Gleick begins with the tale of colonial European explorers and their fascination with African talking drums and their observed use to send complex and widely understood messages back and forth between villages far apart, and over even longer distances by relay. Gleick transitions from the information implications of such drum signaling to the impact of the arrival of long distance telegraph and then telephone communication to the commercial and social prospects of the industrial age west. Research to improve these technologies ultimately led to our understanding the essentially digital nature of information, quantized down to the unit of the bit (or qubit).
Starting with the development of symbolic written language (and the eventual perceived need for a dictionary), Gleick examines the history of intellectual insights central to information theory, detailing the key figures responsible such as Claude Shannon, Charles Babbage, Ada Byron, Samuel Morse, Alan Turing, Stephen Hawking, Richard Dawkins and John Archibald Wheeler. The author also delves into how digital information is now being understood in relation to physics and genetics. Following the circulation of Claude Shannon's ''A Mathematical Theory of Communication'' and Norbert Wiener's ''Cybernetics'' many disciplines attempted to jump on the information theory bandwagon to varying success. Information theory concepts of data compression and error correction became especially important to the computer and electronics industries.

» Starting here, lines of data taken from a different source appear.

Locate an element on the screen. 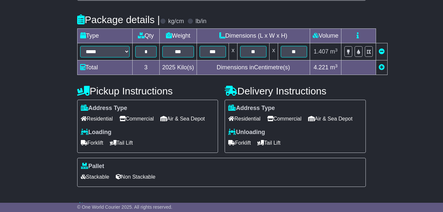 The width and height of the screenshot is (443, 212). span: 1.407 is located at coordinates (321, 51).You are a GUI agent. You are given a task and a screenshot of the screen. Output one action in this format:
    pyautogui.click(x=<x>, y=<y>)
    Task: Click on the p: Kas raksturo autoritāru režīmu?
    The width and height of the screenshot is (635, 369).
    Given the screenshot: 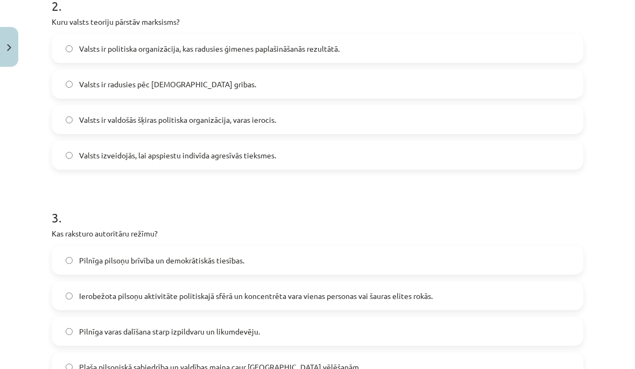 What is the action you would take?
    pyautogui.click(x=317, y=233)
    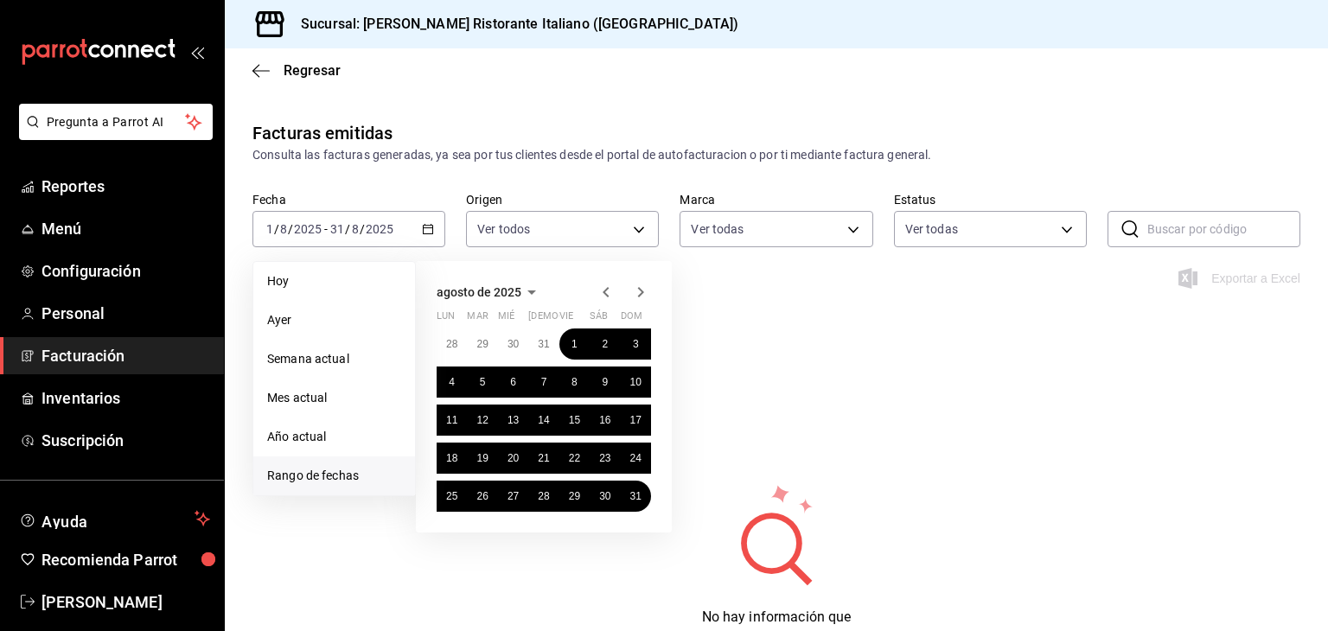 The height and width of the screenshot is (631, 1328). I want to click on label: Estatus, so click(990, 200).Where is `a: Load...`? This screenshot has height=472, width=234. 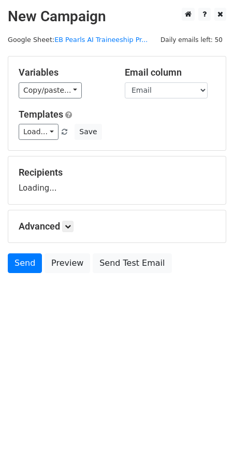 a: Load... is located at coordinates (38, 132).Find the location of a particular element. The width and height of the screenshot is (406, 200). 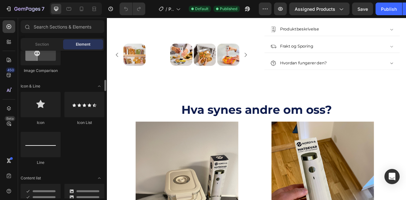

span: Icon & Line is located at coordinates (30, 86). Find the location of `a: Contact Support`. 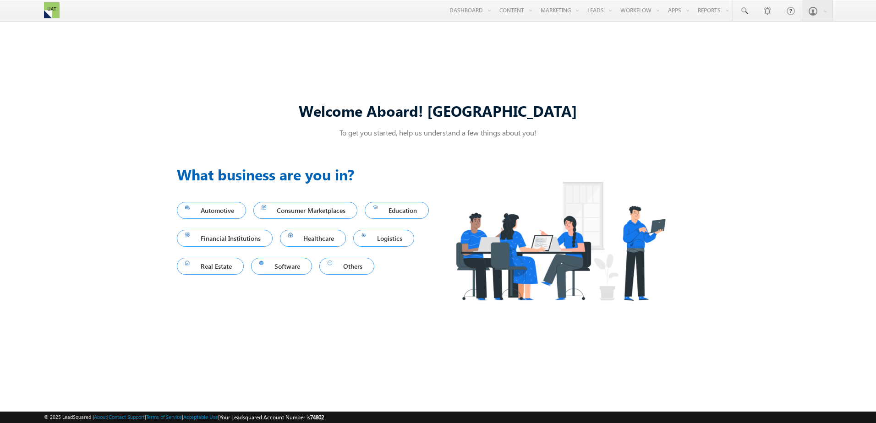

a: Contact Support is located at coordinates (126, 417).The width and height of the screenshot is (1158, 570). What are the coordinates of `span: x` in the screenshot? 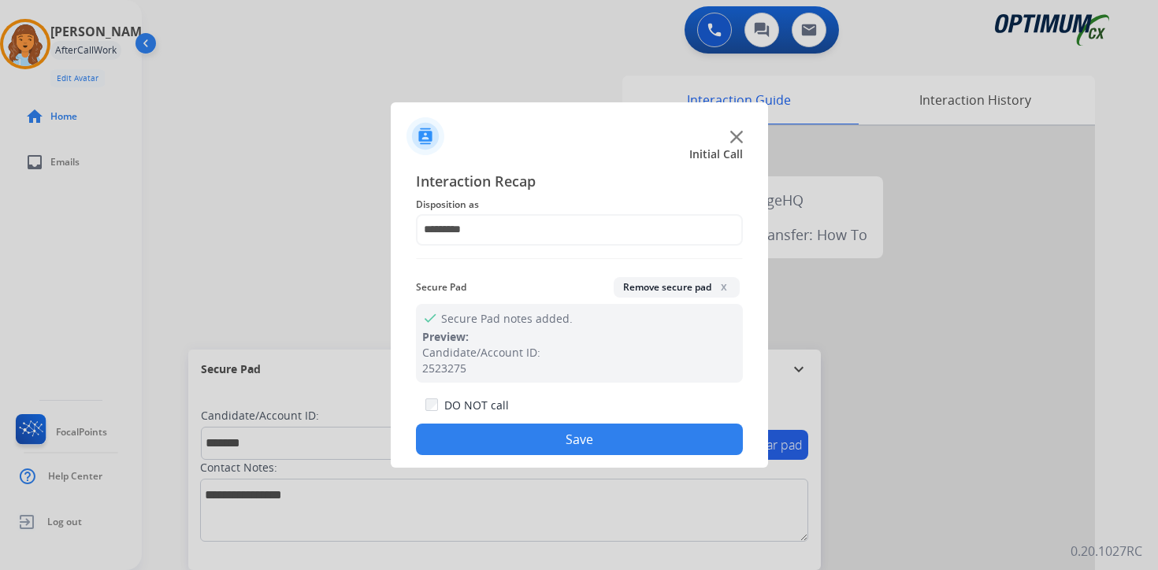 It's located at (724, 287).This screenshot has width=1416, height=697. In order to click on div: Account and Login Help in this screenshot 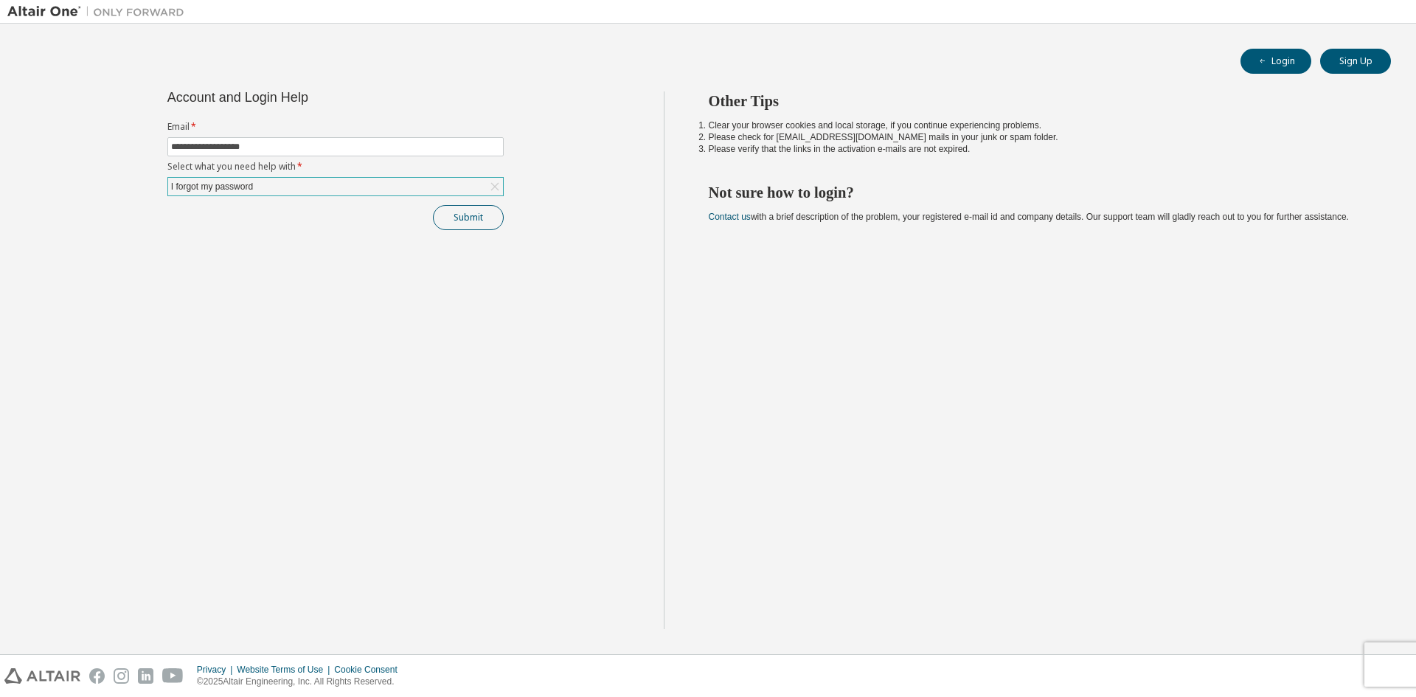, I will do `click(302, 97)`.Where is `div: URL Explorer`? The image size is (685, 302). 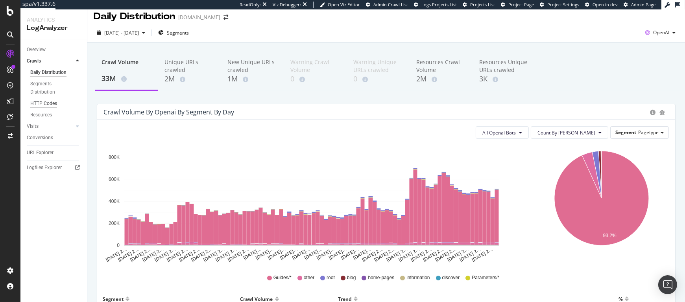
div: URL Explorer is located at coordinates (40, 153).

Gleick finally discusses Wikipedia as an emerging internet based Library of Babel, investigating the implications of its expansive user generated content, including the ongoing struggle between inclusionists, deletionists, and vandals. Gleick uses the Jimmy Wales created article for the Cape Town butchery restaurant Mzoli's as a case study of this struggle. The flood of information humanity is now exposed to presents new challenges Gleick says, as we retain more of our information now than at any previous point in human history, it takes much more effort to delete or remove unwanted information than to accumulate it. This is the ultimate entropy cost of generating additional information and the answer to slay Maxwell's Demon.